Friendship Hospital was selected as the winner of the RIBA International Prize 2021 from a selection of three outstanding shortlisted entries, which included James-Simon-Galerie in Berlin designed by David Chipperfield Architects Berlin and Lille Langebro in Copenhagen, Denmark by WilkinsonEyre and Urban Agency.
Plan. Image courtesy of Kashef Chowdhury/URBANA
The winning project was judged by a distinguished Grand Jury chaired by world-renowned multidisciplinary French architect and urban planner, Odile Decq and the jury members were: Es Devlin CBE, acclaimed British artist and designer, Jeanne Gang, American architect and founder of Studio Gang with offices in the USA and Paris, Rossana Hu, architect and founding Partner of Neri&Hu based in Shanghai, China and Gustavo Utrabo, Brazilian architect and winner of the 2018 RIBA International Prize and named the 2018 International Emerging Architect.
Hooba Design Group's Kohan Ceram Central Office in Iran won the RIBA International Emerging Architect 2021. Image © Deed Studio
Hooba Design Group has been awarded the RIBA International Emerging Architect 2021 for the Kohan Ceram Central Office Building, an office building with an internal and external structure built with a unique perforated brick.
The biennial prize celebrates the design innovators of tomorrow.
Situated alongside the Sattari highway in Tehran, the architect’s innovative approach to the single use of brick, stretches the creative possibilities of the material to create a homogenous and harmonising structure that divides the busy motorway and the residential neighbourhood.
Manufactured by Kohan Ceram factory, the ‘spectacled brick’ is produced in three different forms with glass, filled, or empty, effectively regulating the building’s temperature and light supply in the dry heat of Tehran, whilst creating an exterior spectacle of light at night. Vegetation planted within voids inside the building filters the polluted air from the main road.

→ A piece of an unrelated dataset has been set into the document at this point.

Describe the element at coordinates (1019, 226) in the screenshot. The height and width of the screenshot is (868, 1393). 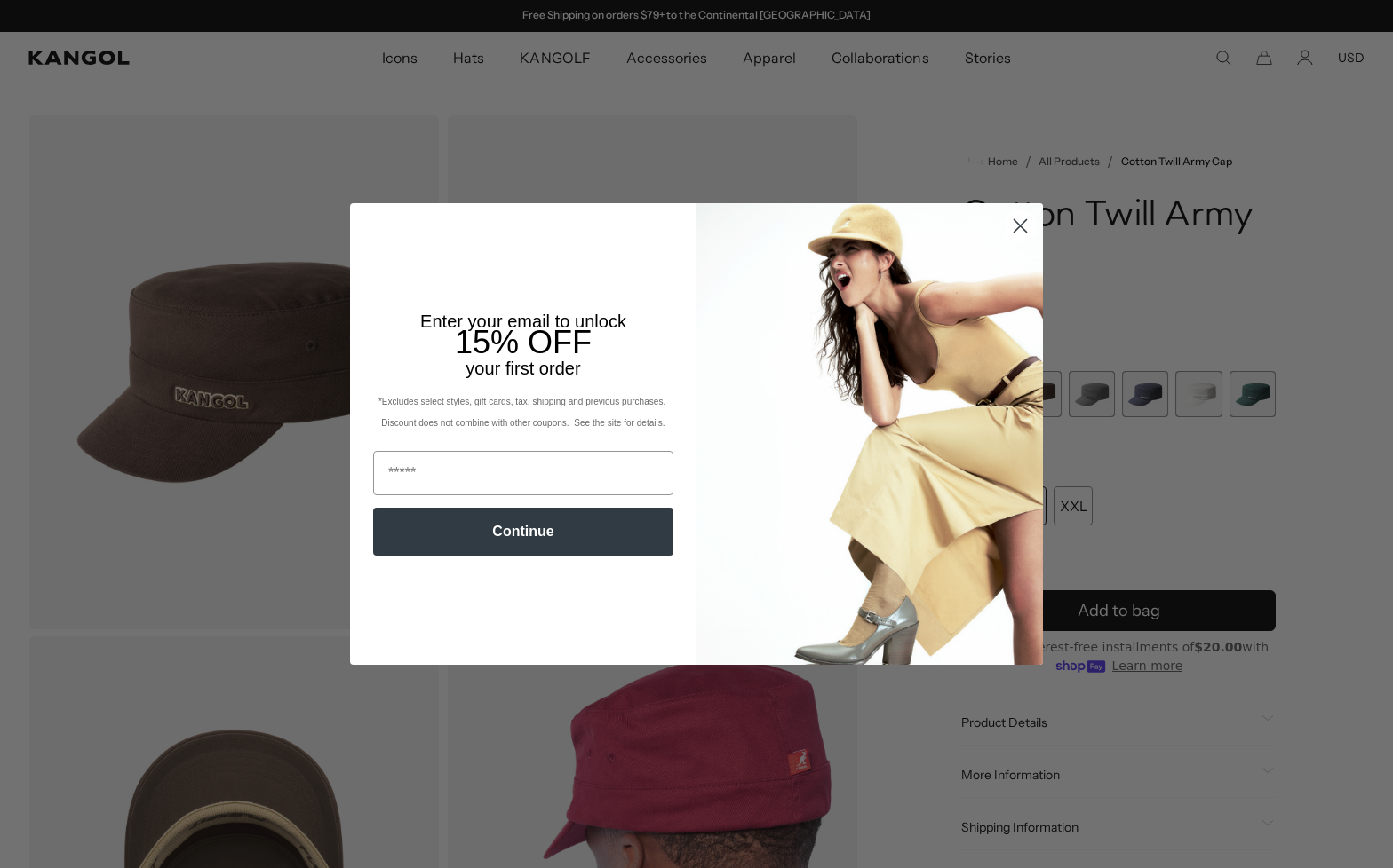
I see `button: Close dialog` at that location.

Kohan Ceram Central Office Building, Tehran, Iran, Hooba Design. Image © Parham Taghioff, courtesy of Hooba Design
"The judges were impressed by how the practice’s Kohan Ceram Central Office Building successfully addresses a number of key criteria and responds with an architecture of restraint, invention and elegance," said Denise Bennetts, Chair of the RIBA Awards Group.
"Working with an existing structure and collaborating with the client, Hooba Design Group developed an environmentally considered ‘Spectacled Brick’ building which stands out like a glowing beacon on a grey city corner."
"The decision to use a single material to create both the external and internal structure results in an intriguing ambiguity about what is solid and what is void; creating different perceptions during day and night. In the dry and polluted climate of Tehran, the building is minimal and cohesive, utilising the facade’s voids to provide light, ventilation and space for vegetation to grow."
"An uplifting and inspiring design, this project as well as the Hooba Design Group’s collaborative approach to innovation, qualifies them as a worthy recipient of the RIBA International Emerging Architect 2021," Bennetts concluded.
In 2018, Brazilian architects Aleph Zero and Rosenbaum's Children Village won the RIBA International Prize. Grafton Architects’ UTEC University Campus in Peru won the RIBA International Prize in 2016.
All images © Asif Salman courtesy of Kashef Chowdhury/URBANA, unless otherwise stated.
Video courtesy of Kashef Chowdhury/URBANA.